To optimize our model for transfer to the UWB dataset, we retrained it after implementing preprocessing steps to align the mm-wave FMCW radar data more closely with the target IR-UWB data, effectively reducing its range resolution. We then fine-tuned this model on the IR-UWB dataset, achieving an MAE of 4.1 bpm and a mean absolute percentage error (MAPE) of 6.3%, a 25% improvement over the baseline error rate. Our baseline performance on UWB radar, using the best model trained from scratch on our UWB dataset, was 5.4 bpm MAE and 8.4% MAPE. Through transfer learning, our UWB radar achieved compliance with Consumer Technology Association standards for heart rate measurement in consumer devices, requiring an accuracy of up to 5 bpm MAE and 10% MAPE.

RadarUWB-5-IR-UWB

Comparing baseline and transfer learning model performance on IR-UWB radar data, including MAE with 95% confidence interval and MAPE.

RadarUWB-6-Performance

Representative examples of model performance (blue) versus ground truth (orange) for three selected participants from the test set for sessions with the radar on the table (a) and at the participant's lap (b).

Ensuring Accuracy Across Diverse Scenarios

We meticulously analyzed model performance across various scenarios and user conditions within each dataset to guarantee accuracy and reliability. For both radar types, we observed consistent heart rate measurement performance in adequately represented situations. For instance, the FMCW radar, which gathered data during overnight sleep sessions, maintained performance across different sleep positions and even during transitions between them. Similarly, with UWB radar, heart rate measurement proved equally accurate for both tested device positions relative to the user: on a table in front of them or in their lap. For comprehensive details on this subgroup analysis and other findings, consult the full research paper.

The Broader Impact: Everyday Health Monitoring

Heart rate measurement offers crucial insights into an individual's cardiovascular status and physiological responses across various health conditions, making it vital for a spectrum of health, fitness, and wellness applications. This demonstrated capability for heart rate measurement could represent a significant step towards utilizing mobile devices to capture even more complex and subtle health signals from the heart and major blood vessels.

While wearable devices like fitness bands and rings have popularized continuous health and fitness monitoring, the ability to measure heart rate contactlessly using consumer-grade radar sensors expands this technology's accessibility to a much broader audience of smartphone users. Our study focused on heart rate during sleep (FMCW) and in common phone-holding positions (UWB). As technology advances, continuous monitoring could integrate seamlessly into daily routines across various settings.

Implications for Future Devices

This research advances contactless heart rate measurement using consumer devices, particularly as ultra-wideband (UWB) technology becomes more prevalent in mobile phones. Although this study did not involve direct real-world testing with mobile phones, it establishes critical foundational knowledge for such future applications.

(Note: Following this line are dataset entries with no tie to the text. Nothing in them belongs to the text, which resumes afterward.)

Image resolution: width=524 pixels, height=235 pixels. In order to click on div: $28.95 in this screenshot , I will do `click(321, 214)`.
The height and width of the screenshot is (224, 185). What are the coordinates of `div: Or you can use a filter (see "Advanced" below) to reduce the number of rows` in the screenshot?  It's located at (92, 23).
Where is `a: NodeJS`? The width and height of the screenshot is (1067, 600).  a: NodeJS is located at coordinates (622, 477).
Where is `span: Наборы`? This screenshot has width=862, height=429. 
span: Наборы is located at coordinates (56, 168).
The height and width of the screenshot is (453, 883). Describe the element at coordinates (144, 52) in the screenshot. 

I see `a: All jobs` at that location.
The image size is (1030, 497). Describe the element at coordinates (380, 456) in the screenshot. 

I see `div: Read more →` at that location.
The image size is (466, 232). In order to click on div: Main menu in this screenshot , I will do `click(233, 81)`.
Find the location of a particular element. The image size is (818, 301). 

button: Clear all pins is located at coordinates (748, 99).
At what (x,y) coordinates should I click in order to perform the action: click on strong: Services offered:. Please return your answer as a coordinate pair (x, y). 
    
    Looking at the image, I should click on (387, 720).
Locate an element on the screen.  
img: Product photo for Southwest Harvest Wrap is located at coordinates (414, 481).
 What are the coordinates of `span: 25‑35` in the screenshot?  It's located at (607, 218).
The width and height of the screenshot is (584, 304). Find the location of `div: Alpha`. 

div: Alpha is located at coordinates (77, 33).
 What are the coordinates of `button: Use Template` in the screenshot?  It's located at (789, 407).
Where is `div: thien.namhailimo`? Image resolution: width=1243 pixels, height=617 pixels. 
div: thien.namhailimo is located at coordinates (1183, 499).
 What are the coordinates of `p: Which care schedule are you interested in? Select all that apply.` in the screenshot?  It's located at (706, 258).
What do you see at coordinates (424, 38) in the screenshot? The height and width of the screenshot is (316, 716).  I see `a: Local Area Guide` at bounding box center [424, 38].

A key finding demonstrates the successful adaptation of a model trained on one radar type (FMCW) for another (UWB) to measure heart rate. This transfer learning approach signifies a major advancement, suggesting a more efficient development pathway. Future research can leverage foundational knowledge from existing, extensive datasets for new devices, accelerating the integration of such features into consumer products by reducing the need for extensive data collection for each new hardware iteration.